By: Frank Green

Ice laces the glass on a window pane early on a winter morning. Sun briefly sets a mountaintop on fire. And, decades ago, a bridge gets built.

A new photography exhibit the Valley Museum & Archives is about memorable moments in the Robson Valley, and each of the featured photographers had their own take on the theme.

Bill Arnold took snapshots of history and Marilyn Wheeler photographed nature. David Marchant took closeups of plants that were like seeing them for the first time, Darwin Paton captured glorious collisions of sky and earth, and Matthew Wheeler took photos of fleeting moments.

“We have this amazing pool of talented people,” said Dannielle Alan, the local rep for the Regional District who organized the show. “The Valley just seems to be a magnet.”

Mr. Wheeler is well known for his photographs captured through lenses made of ice. It’s a method that emphasizes the frailty of each moment. The subjects of Wheeler’s photographs is changing—and so is the camera itself, as the ice shifts and melts. He explained that the photos explore “the idea of ephemeral things that last just long enough for the camera to click them.” And his pursuit of that ephemera, like the ice lacing the glass, is consuming.

“Every morning I couldn’t even stop for breakfast. I had to capture these photos,” he said. “It was quite exhausting.”

David Marchant spoke similarly about his relationship to photography, which he said helps him to see his surroundings anew.

“If I don’t have my camera, oh my gosh.” “Now I really open my eyes,” he added. “I’m constantly looking.”

Cameras from present and long-ago past are also featured at the exhibit, most of which are on loan from the museum’s archives.

The exhibit will run through late May.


• **EXERCISE AIM**: When you give the entries again, keep every word as it stands and drop the pictures.

• **SUPPLIED DATA**:
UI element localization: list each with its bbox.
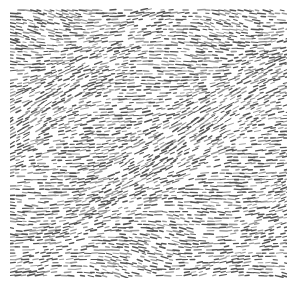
dash-texture-image <box>10 8 287 278</box>
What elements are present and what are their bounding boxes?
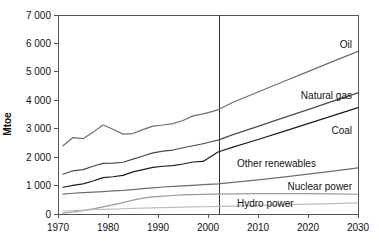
- series-label-other-renewables: Other renewables: [237, 158, 316, 169]
- x-tick-label: 2010: [247, 222, 270, 233]
- y-tick-label: 2 000: [26, 152, 51, 163]
- line-chart: 01 0002 0003 0004 0005 0006 0007 000 197…: [0, 0, 379, 250]
- series-label-coal: Coal: [331, 125, 352, 136]
- y-tick-label: 5 000: [26, 66, 51, 77]
- y-tick-label: 0: [45, 209, 51, 220]
- chart-container: 01 0002 0003 0004 0005 0006 0007 000 197…: [0, 0, 379, 250]
- series-label-natural-gas: Natural gas: [301, 90, 352, 101]
- series-label-nuclear-power: Nuclear power: [288, 181, 353, 192]
- x-tick-label: 1990: [147, 222, 170, 233]
- x-tick-label: 2030: [347, 222, 370, 233]
- x-tick-label: 2020: [297, 222, 320, 233]
- y-tick-label: 1 000: [26, 180, 51, 191]
- series-line-nuclear-power: [63, 194, 358, 214]
- series-line-coal: [63, 108, 358, 188]
- series-label-hydro-power: Hydro power: [237, 198, 294, 209]
- y-tick-label: 4 000: [26, 95, 51, 106]
- y-tick-label: 6 000: [26, 38, 51, 49]
- y-axis-ticks: 01 0002 0003 0004 0005 0006 0007 000: [26, 10, 58, 220]
- series-label-oil: Oil: [340, 39, 352, 50]
- y-tick-label: 7 000: [26, 10, 51, 21]
- x-tick-label: 1970: [47, 222, 70, 233]
- y-tick-label: 3 000: [26, 123, 51, 134]
- x-axis-ticks: 1970198019902000201020202030: [47, 214, 370, 233]
- x-tick-label: 1980: [97, 222, 120, 233]
- y-axis-title: Mtoe: [2, 112, 13, 136]
- series-line-hydro-power: [63, 203, 358, 211]
- series-labels-group: OilNatural gasCoalOther renewablesNuclea…: [237, 39, 353, 209]
- x-tick-label: 2000: [197, 222, 220, 233]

• **TASK RESPONSE**:
UI element localization: list each with its bbox.
dash-texture-image <box>10 8 287 278</box>
What elements are present and what are their bounding boxes?
- series-label-other-renewables: Other renewables: [237, 158, 316, 169]
- x-tick-label: 2010: [247, 222, 270, 233]
- y-tick-label: 2 000: [26, 152, 51, 163]
- line-chart: 01 0002 0003 0004 0005 0006 0007 000 197…: [0, 0, 379, 250]
- series-label-coal: Coal: [331, 125, 352, 136]
- y-tick-label: 5 000: [26, 66, 51, 77]
- y-tick-label: 0: [45, 209, 51, 220]
- chart-container: 01 0002 0003 0004 0005 0006 0007 000 197…: [0, 0, 379, 250]
- series-label-natural-gas: Natural gas: [301, 90, 352, 101]
- series-label-nuclear-power: Nuclear power: [288, 181, 353, 192]
- x-tick-label: 1990: [147, 222, 170, 233]
- x-tick-label: 2030: [347, 222, 370, 233]
- x-tick-label: 2020: [297, 222, 320, 233]
- y-tick-label: 1 000: [26, 180, 51, 191]
- series-line-nuclear-power: [63, 194, 358, 214]
- series-line-coal: [63, 108, 358, 188]
- series-label-hydro-power: Hydro power: [237, 198, 294, 209]
- y-tick-label: 4 000: [26, 95, 51, 106]
- y-tick-label: 6 000: [26, 38, 51, 49]
- y-axis-ticks: 01 0002 0003 0004 0005 0006 0007 000: [26, 10, 58, 220]
- series-label-oil: Oil: [340, 39, 352, 50]
- y-tick-label: 7 000: [26, 10, 51, 21]
- x-tick-label: 1970: [47, 222, 70, 233]
- y-tick-label: 3 000: [26, 123, 51, 134]
- x-axis-ticks: 1970198019902000201020202030: [47, 214, 370, 233]
- x-tick-label: 1980: [97, 222, 120, 233]
- y-axis-title: Mtoe: [2, 112, 13, 136]
- series-line-hydro-power: [63, 203, 358, 211]
- series-labels-group: OilNatural gasCoalOther renewablesNuclea…: [237, 39, 353, 209]
- x-tick-label: 2000: [197, 222, 220, 233]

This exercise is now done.